The last time New York City police officers gathered for the painful ritual of saying goodbye to a comrade shot and killed in the line of duty was in 2019.

In September of that year, Officer Brian Mulkeen was killed by so-called friendly fire from other officers as he struggled with an armed man he had chased down in the Bronx.

Earlier that year, another officer, Detective Brian Simonsen, was killed by his fellow officers in a confused eruption of gunfire as they confronted a robbery suspect inside a cellphone store in Queens.

In October 2015, Officer Randolph Holder was fatally shot by a suspect he was chasing in East Harlem.

The previous December, two officers, Wenjian Liu and Rafael Ramos, were killed while sitting in their patrol car in Brooklyn. The two men, veteran officers, were shot at point-blank range by a man who had traveled to New York City from Baltimore, saying he intended to kill police officers. The man later killed himself with the same gun he had used to shoot the officers.

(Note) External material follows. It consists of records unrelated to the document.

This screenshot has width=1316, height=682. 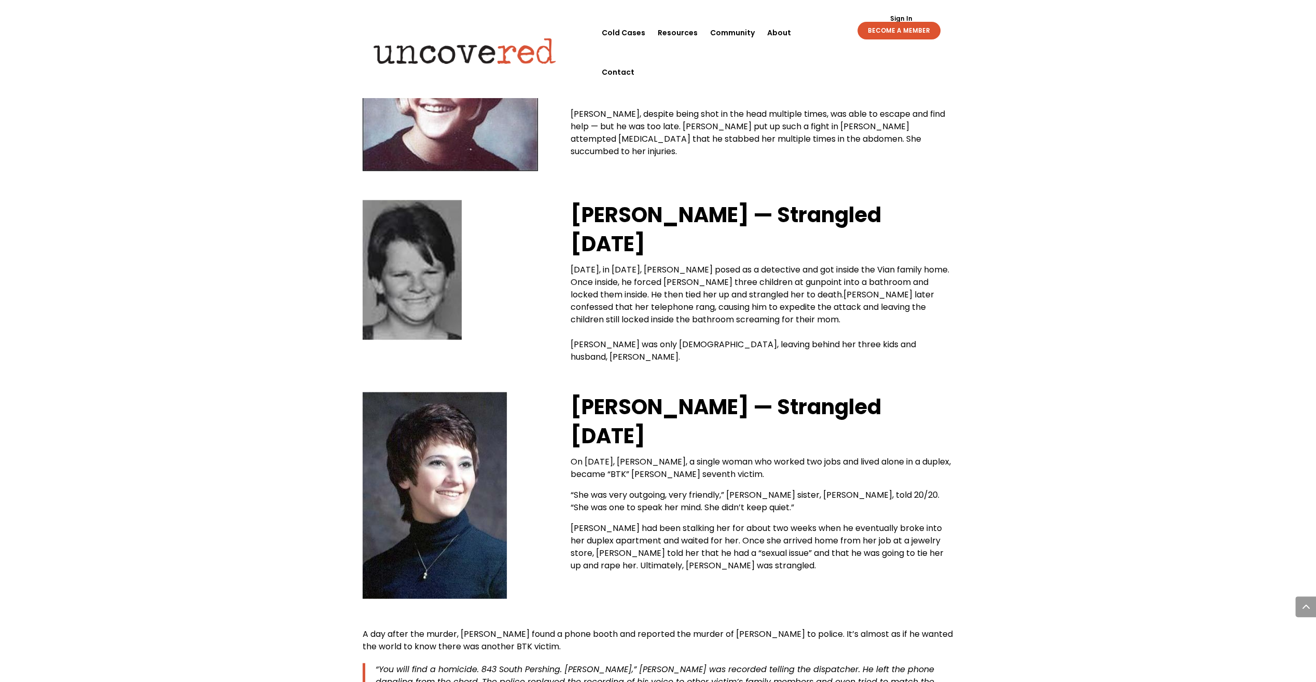 What do you see at coordinates (623, 33) in the screenshot?
I see `a: Cold Cases` at bounding box center [623, 33].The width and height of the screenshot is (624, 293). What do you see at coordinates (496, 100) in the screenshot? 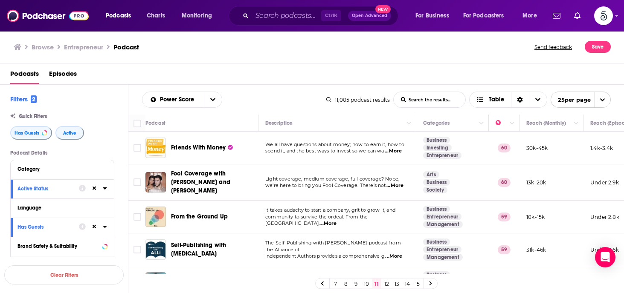
I see `span: Table` at bounding box center [496, 100].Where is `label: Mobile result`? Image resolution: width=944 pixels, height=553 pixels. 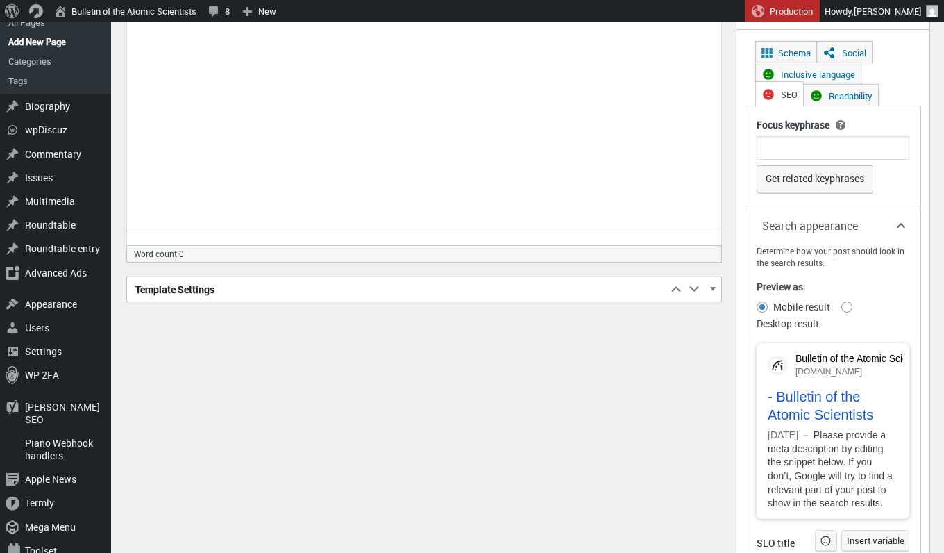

The killings of Officers Ramos and Liu came on the heels of national protests over police brutality — officers notably turned their backs on then-Mayor Bill de Blasio during the two officers’ funerals — after the death of Michael Brown in Ferguson, Mo., at the hands of the police.

The man who shot and killed the two officers had made statements on social media at the time, saying he was angered over the deaths of Mr. Brown and Eric Garner, a Staten Island man who died after being placed in an illegal chokehold by an N.Y.P.D. officer.